Admiral McRaven’s much anticipated book, Make Your Bed, was recently reviewed in the Wall Street Journal. Here is part of what the reviewer, John Nagl, said about the philosophy Admiral McRaven shares in his book:

“F. Scott Fitzgerald was completely wrong when he suggested “there are no second acts in American lives.” If America stands for anything, it is reinvention, renewal and second chances. Take the Navy SEAL who oversaw the most important manhunt in history and rose to command all of U.S. Special Operations Forces. What did he do for an encore?
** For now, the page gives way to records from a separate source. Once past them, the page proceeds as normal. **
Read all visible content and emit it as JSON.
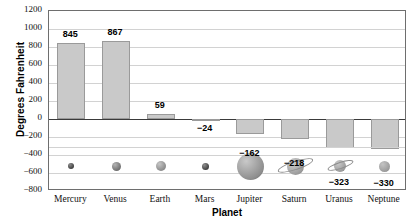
{
  "chart_data": {
    "type": "bar",
    "title": "",
    "xlabel": "Planet",
    "ylabel": "Degrees Fahrenheit",
    "categories": [
      "Mercury",
      "Venus",
      "Earth",
      "Mars",
      "Jupiter",
      "Saturn",
      "Uranus",
      "Neptune"
    ],
    "values": [
      845,
      867,
      59,
      -24,
      -162,
      -218,
      -323,
      -330
    ],
    "value_labels": [
      "845",
      "867",
      "59",
      "−24",
      "−162",
      "−218",
      "−323",
      "−330"
    ],
    "ylim": [
      -800,
      1200
    ],
    "ytick_step": 200,
    "ytick_labels": [
      "1200",
      "1000",
      "800",
      "600",
      "400",
      "200",
      "0",
      "−200",
      "−400",
      "−600",
      "−800"
    ],
    "grid": true,
    "legend": "none",
    "bar_color": "#c9c9c9",
    "bar_border_color": "#9a9a9a",
    "grid_color": "#d2d2d2",
    "frame_color": "#6e6e6e",
    "zero_line_color": "#3a3a3a",
    "planet_icons": [
      {
        "name": "mercury-icon",
        "size": 6,
        "color": "#3f3f3f",
        "highlight": "#8a8a8a",
        "ring": false
      },
      {
        "name": "venus-icon",
        "size": 9,
        "color": "#6e6e6e",
        "highlight": "#b4b4b4",
        "ring": false
      },
      {
        "name": "earth-icon",
        "size": 10,
        "color": "#8a8a8a",
        "highlight": "#c6c6c6",
        "ring": false
      },
      {
        "name": "mars-icon",
        "size": 7,
        "color": "#3f3f3f",
        "highlight": "#909090",
        "ring": false
      },
      {
        "name": "jupiter-icon",
        "size": 27,
        "color": "#8d8d8d",
        "highlight": "#c9c9c9",
        "ring": false
      },
      {
        "name": "saturn-icon",
        "size": 17,
        "color": "#9a9a9a",
        "highlight": "#cfcfcf",
        "ring": true
      },
      {
        "name": "uranus-icon",
        "size": 12,
        "color": "#9a9a9a",
        "highlight": "#cacaca",
        "ring": true
      },
      {
        "name": "neptune-icon",
        "size": 11,
        "color": "#9a9a9a",
        "highlight": "#c4c4c4",
        "ring": false
      }
    ]
  }
}
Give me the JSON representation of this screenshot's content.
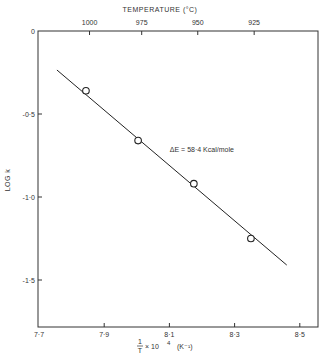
{
  "chart_data": {
    "type": "scatter",
    "title": "",
    "top_axis_title": "TEMPERATURE (°C)",
    "top_ticks": [
      {
        "label": "1000",
        "x": 7.855
      },
      {
        "label": "975",
        "x": 8.015
      },
      {
        "label": "950",
        "x": 8.187
      },
      {
        "label": "925",
        "x": 8.36
      }
    ],
    "xlabel_parts": {
      "fraction_num": "1",
      "fraction_den": "T",
      "times": "× 10",
      "exp": "4",
      "unit": "(K⁻¹)"
    },
    "ylabel": "LOG k",
    "xlim": [
      7.7,
      8.55
    ],
    "ylim": [
      -1.78,
      0
    ],
    "x_ticks": [
      {
        "value": 7.7,
        "label": "7·7"
      },
      {
        "value": 7.9,
        "label": "7·9"
      },
      {
        "value": 8.1,
        "label": "8·1"
      },
      {
        "value": 8.3,
        "label": "8·3"
      },
      {
        "value": 8.5,
        "label": "8·5"
      }
    ],
    "y_ticks": [
      {
        "value": 0,
        "label": "0"
      },
      {
        "value": -0.5,
        "label": "-0·5"
      },
      {
        "value": -1.0,
        "label": "-1·0"
      },
      {
        "value": -1.5,
        "label": "-1·5"
      }
    ],
    "points": [
      {
        "x": 7.844,
        "y": -0.36
      },
      {
        "x": 8.004,
        "y": -0.66
      },
      {
        "x": 8.175,
        "y": -0.92
      },
      {
        "x": 8.35,
        "y": -1.25
      }
    ],
    "fit_line": [
      {
        "x": 7.755,
        "y": -0.235
      },
      {
        "x": 8.46,
        "y": -1.41
      }
    ],
    "annotation": {
      "text": "ΔE = 58·4 Kcal/mole",
      "x": 8.04,
      "y": -0.69
    },
    "grid": false,
    "legend": "none"
  }
}
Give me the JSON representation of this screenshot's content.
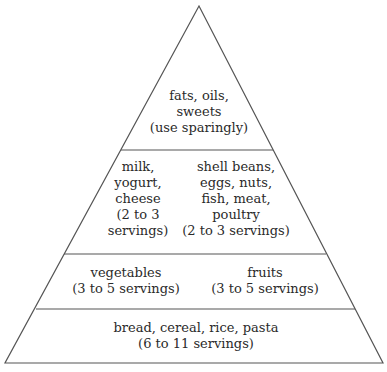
{
  "diagram": {
    "type": "food-pyramid",
    "line_color": "#555555",
    "tiers": [
      {
        "level": 1,
        "position": "top",
        "groups": [
          {
            "lines": [
              "fats, oils,",
              "sweets",
              "(use sparingly)"
            ]
          }
        ]
      },
      {
        "level": 2,
        "position": "second",
        "groups": [
          {
            "lines": [
              "milk,",
              "yogurt,",
              "cheese",
              "(2 to 3",
              "servings)"
            ]
          },
          {
            "lines": [
              "shell beans,",
              "eggs, nuts,",
              "fish, meat,",
              "poultry",
              "(2 to 3 servings)"
            ]
          }
        ]
      },
      {
        "level": 3,
        "position": "third",
        "groups": [
          {
            "lines": [
              "vegetables",
              "(3 to 5 servings)"
            ]
          },
          {
            "lines": [
              "fruits",
              "(3 to 5 servings)"
            ]
          }
        ]
      },
      {
        "level": 4,
        "position": "base",
        "groups": [
          {
            "lines": [
              "bread, cereal, rice, pasta",
              "(6 to 11 servings)"
            ]
          }
        ]
      }
    ]
  }
}
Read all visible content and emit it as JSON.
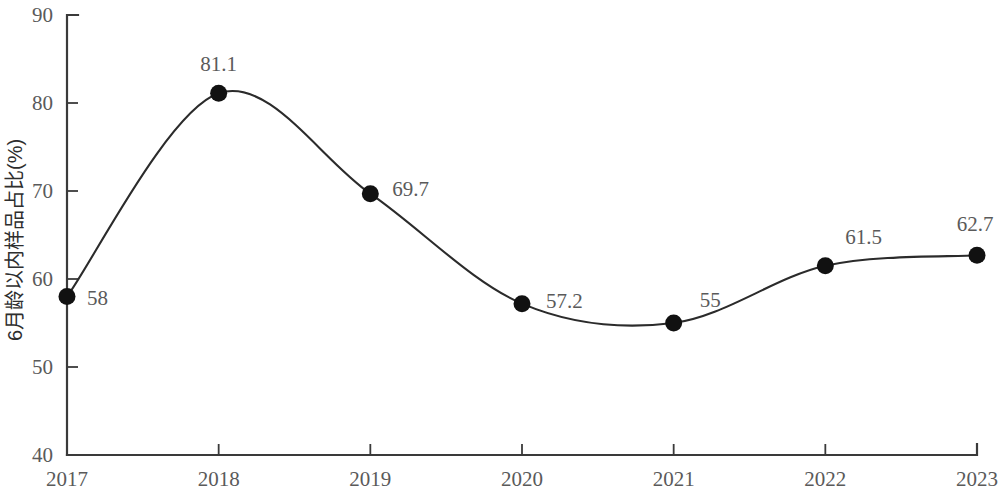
{
  "chart_data": {
    "type": "line",
    "title": "",
    "subtitle": "",
    "xlabel": "",
    "ylabel": "6月龄以内样品占比(%)",
    "categories": [
      "2017",
      "2018",
      "2019",
      "2020",
      "2021",
      "2022",
      "2023"
    ],
    "x": [
      2017,
      2018,
      2019,
      2020,
      2021,
      2022,
      2023
    ],
    "values": [
      58,
      81.1,
      69.7,
      57.2,
      55,
      61.5,
      62.7
    ],
    "point_labels": [
      "58",
      "81.1",
      "69.7",
      "57.2",
      "55",
      "61.5",
      "62.7"
    ],
    "series": [
      {
        "name": "6月龄以内样品占比(%)",
        "values": [
          58,
          81.1,
          69.7,
          57.2,
          55,
          61.5,
          62.7
        ]
      }
    ],
    "ylim": [
      40,
      90
    ],
    "y_ticks": [
      40,
      50,
      60,
      70,
      80,
      90
    ],
    "y_tick_labels": [
      "40",
      "50",
      "60",
      "70",
      "80",
      "90"
    ],
    "x_tick_labels": [
      "2017",
      "2018",
      "2019",
      "2020",
      "2021",
      "2022",
      "2023"
    ],
    "grid": false,
    "legend": false,
    "legend_position": "none",
    "smoothing": "spline",
    "marker": "filled-circle",
    "colors": {
      "line": "#2b2b2b",
      "marker": "#111111",
      "axis": "#3a3a3a",
      "label_text": "#5a5a5a",
      "axis_title": "#2e2e2e",
      "background": "#ffffff"
    },
    "label_offsets": [
      {
        "dx": 20,
        "dy": 8
      },
      {
        "dx": 0,
        "dy": -22
      },
      {
        "dx": 22,
        "dy": 2
      },
      {
        "dx": 24,
        "dy": 4
      },
      {
        "dx": 26,
        "dy": -16
      },
      {
        "dx": 20,
        "dy": -22
      },
      {
        "dx": -2,
        "dy": -24
      }
    ]
  }
}
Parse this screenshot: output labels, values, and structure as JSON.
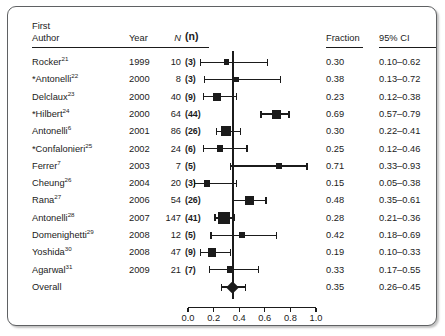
{
  "figure": {
    "type": "forest-plot",
    "headers": {
      "author_line1": "First",
      "author_line2": "Author",
      "year": "Year",
      "N": "N",
      "n": "(n)",
      "fraction": "Fraction",
      "ci": "95% CI"
    },
    "overall_label": "Overall"
  },
  "chart_data": {
    "type": "scatter",
    "title": "",
    "xlabel": "",
    "ylabel": "",
    "xlim": [
      0.0,
      1.0
    ],
    "xticks": [
      "0.0",
      "0.2",
      "0.4",
      "0.6",
      "0.8",
      "1.0"
    ],
    "xtick_values": [
      0.0,
      0.2,
      0.4,
      0.6,
      0.8,
      1.0
    ],
    "grid": false,
    "legend": "none",
    "reference_line": 0.35,
    "categories": [
      "Rocker 1999",
      "*Antonelli 2000",
      "Delclaux 2000",
      "*Hilbert 2000",
      "Antonelli 2001",
      "*Confalonieri 2002",
      "Ferrer 2003",
      "Cheung 2004",
      "Rana 2006",
      "Antonelli 2007",
      "Domenighetti 2008",
      "Yoshida 2008",
      "Agarwal 2009",
      "Overall"
    ],
    "values": [
      0.3,
      0.38,
      0.23,
      0.69,
      0.3,
      0.25,
      0.71,
      0.15,
      0.48,
      0.28,
      0.42,
      0.19,
      0.33,
      0.35
    ],
    "ci_low": [
      0.1,
      0.13,
      0.12,
      0.57,
      0.22,
      0.12,
      0.33,
      0.05,
      0.35,
      0.21,
      0.18,
      0.1,
      0.17,
      0.26
    ],
    "ci_high": [
      0.62,
      0.72,
      0.38,
      0.79,
      0.41,
      0.46,
      0.93,
      0.38,
      0.61,
      0.36,
      0.69,
      0.33,
      0.55,
      0.45
    ]
  },
  "rows": [
    {
      "author": "Rocker",
      "ref": "21",
      "star": "",
      "year": "1999",
      "N": "10",
      "n": "(3)",
      "fraction": "0.30",
      "ci": "0.10–0.62",
      "est": 0.3,
      "low": 0.1,
      "high": 0.62,
      "weight": 10
    },
    {
      "author": "Antonelli",
      "ref": "22",
      "star": "*",
      "year": "2000",
      "N": "8",
      "n": "(3)",
      "fraction": "0.38",
      "ci": "0.13–0.72",
      "est": 0.38,
      "low": 0.13,
      "high": 0.72,
      "weight": 8
    },
    {
      "author": "Delclaux",
      "ref": "23",
      "star": "",
      "year": "2000",
      "N": "40",
      "n": "(9)",
      "fraction": "0.23",
      "ci": "0.12–0.38",
      "est": 0.23,
      "low": 0.12,
      "high": 0.38,
      "weight": 40
    },
    {
      "author": "Hilbert",
      "ref": "24",
      "star": "*",
      "year": "2000",
      "N": "64",
      "n": "(44)",
      "fraction": "0.69",
      "ci": "0.57–0.79",
      "est": 0.69,
      "low": 0.57,
      "high": 0.79,
      "weight": 64
    },
    {
      "author": "Antonelli",
      "ref": "6",
      "star": "",
      "year": "2001",
      "N": "86",
      "n": "(26)",
      "fraction": "0.30",
      "ci": "0.22–0.41",
      "est": 0.3,
      "low": 0.22,
      "high": 0.41,
      "weight": 86
    },
    {
      "author": "Confalonieri",
      "ref": "25",
      "star": "*",
      "year": "2002",
      "N": "24",
      "n": "(6)",
      "fraction": "0.25",
      "ci": "0.12–0.46",
      "est": 0.25,
      "low": 0.12,
      "high": 0.46,
      "weight": 24
    },
    {
      "author": "Ferrer",
      "ref": "7",
      "star": "",
      "year": "2003",
      "N": "7",
      "n": "(5)",
      "fraction": "0.71",
      "ci": "0.33–0.93",
      "est": 0.71,
      "low": 0.33,
      "high": 0.93,
      "weight": 7
    },
    {
      "author": "Cheung",
      "ref": "26",
      "star": "",
      "year": "2004",
      "N": "20",
      "n": "(3)",
      "fraction": "0.15",
      "ci": "0.05–0.38",
      "est": 0.15,
      "low": 0.05,
      "high": 0.38,
      "weight": 20
    },
    {
      "author": "Rana",
      "ref": "27",
      "star": "",
      "year": "2006",
      "N": "54",
      "n": "(26)",
      "fraction": "0.48",
      "ci": "0.35–0.61",
      "est": 0.48,
      "low": 0.35,
      "high": 0.61,
      "weight": 54
    },
    {
      "author": "Antonelli",
      "ref": "28",
      "star": "",
      "year": "2007",
      "N": "147",
      "n": "(41)",
      "fraction": "0.28",
      "ci": "0.21–0.36",
      "est": 0.28,
      "low": 0.21,
      "high": 0.36,
      "weight": 147
    },
    {
      "author": "Domenighetti",
      "ref": "29",
      "star": "",
      "year": "2008",
      "N": "12",
      "n": "(5)",
      "fraction": "0.42",
      "ci": "0.18–0.69",
      "est": 0.42,
      "low": 0.18,
      "high": 0.69,
      "weight": 12
    },
    {
      "author": "Yoshida",
      "ref": "30",
      "star": "",
      "year": "2008",
      "N": "47",
      "n": "(9)",
      "fraction": "0.19",
      "ci": "0.10–0.33",
      "est": 0.19,
      "low": 0.1,
      "high": 0.33,
      "weight": 47
    },
    {
      "author": "Agarwal",
      "ref": "31",
      "star": "",
      "year": "2009",
      "N": "21",
      "n": "(7)",
      "fraction": "0.33",
      "ci": "0.17–0.55",
      "est": 0.33,
      "low": 0.17,
      "high": 0.55,
      "weight": 21
    }
  ],
  "overall": {
    "label": "Overall",
    "fraction": "0.35",
    "ci": "0.26–0.45",
    "est": 0.35,
    "low": 0.26,
    "high": 0.45
  }
}
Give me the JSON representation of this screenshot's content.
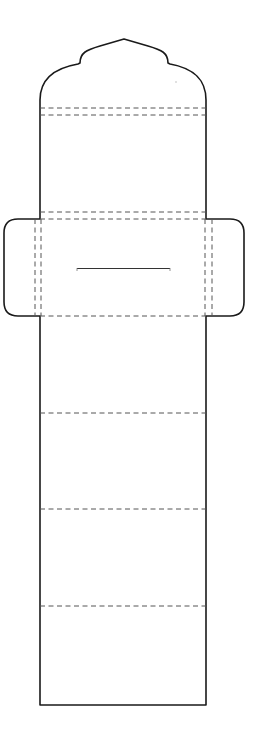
{
  "diagram": {
    "type": "die-cut template (tag / belly-band envelope)",
    "canvas": {
      "width": 253,
      "height": 738,
      "background": "#ffffff"
    },
    "colors": {
      "cut_line": "#1a1a1a",
      "fold_line": "#555555",
      "slit": "#333333"
    },
    "body": {
      "left_x": 40,
      "right_x": 206,
      "bottom_y": 705,
      "top_peak": {
        "x": 124,
        "y": 39
      }
    },
    "side_flaps": {
      "top_y": 219,
      "bottom_y": 316,
      "left_outer_x": 4,
      "right_outer_x": 244,
      "corner_radius": 14
    },
    "horizontal_fold_lines_y": [
      108,
      115,
      212,
      219,
      316,
      413,
      509,
      606
    ],
    "vertical_fold_lines_x": [
      35,
      41,
      205,
      212
    ],
    "slit": {
      "x1": 77,
      "x2": 170,
      "y": 269
    }
  }
}
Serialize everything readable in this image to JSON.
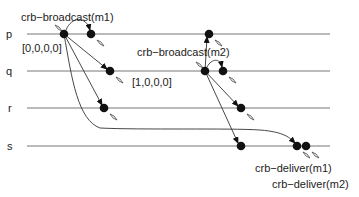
{
  "diagram": {
    "processes": [
      {
        "name": "p",
        "y": 34
      },
      {
        "name": "q",
        "y": 71
      },
      {
        "name": "r",
        "y": 108
      },
      {
        "name": "s",
        "y": 146
      }
    ],
    "labels": {
      "broadcast_m1": "crb−broadcast(m1)",
      "broadcast_m2": "crb−broadcast(m2)",
      "clock_p": "[0,0,0,0]",
      "clock_q": "[1,0,0,0]",
      "deliver_m1": "crb−deliver(m1)",
      "deliver_m2": "crb−deliver(m2)"
    },
    "colors": {
      "timeline": "#777777",
      "event": "#111111",
      "text": "#222222"
    }
  }
}
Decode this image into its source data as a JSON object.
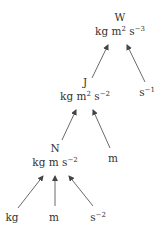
{
  "diagram": {
    "type": "unit-derivation-tree",
    "nodes": {
      "watt": {
        "symbol": "W",
        "units_base": "kg m",
        "units_exp1": "2",
        "units_s": " s",
        "units_exp2": "−3"
      },
      "inverse_second": {
        "base": "s",
        "exp": "−1"
      },
      "joule": {
        "symbol": "J",
        "units_base": "kg m",
        "units_exp1": "2",
        "units_s": " s",
        "units_exp2": "−2"
      },
      "metre_mid": {
        "label": "m"
      },
      "newton": {
        "symbol": "N",
        "units_base": "kg m s",
        "units_exp": "−2"
      },
      "kilogram": {
        "label": "kg"
      },
      "metre_bottom": {
        "label": "m"
      },
      "inverse_second_sq": {
        "base": "s",
        "exp": "−2"
      }
    },
    "edges": [
      {
        "from": "joule",
        "to": "watt"
      },
      {
        "from": "inverse_second",
        "to": "watt"
      },
      {
        "from": "newton",
        "to": "joule"
      },
      {
        "from": "metre_mid",
        "to": "joule"
      },
      {
        "from": "kilogram",
        "to": "newton"
      },
      {
        "from": "metre_bottom",
        "to": "newton"
      },
      {
        "from": "inverse_second_sq",
        "to": "newton"
      }
    ],
    "colors": {
      "text": "#333333",
      "arrow": "#444444",
      "background": "#ffffff"
    }
  }
}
Only give the most successful college graduation speech in history—at his alma mater, the University of Texas, wearing Navy dress whites.”

“In “Make Your Bed: Little Things That Can Change Your Life . . . and Maybe the World,” retired Adm. William H. McRaven admits that he was nervous before the address in May 2014. He was afraid that contemporary college students wouldn’t welcome a military man, even one who had once been, just like them, a slightly hung-over Austin senior eager to graduate and get on with life. They loved his speech, and word spread. It has been viewed more than 10 million times online, and Mr. McRaven has expanded the talk into a little book that should be read by every leader in America.”

Want more? You can read the full review here.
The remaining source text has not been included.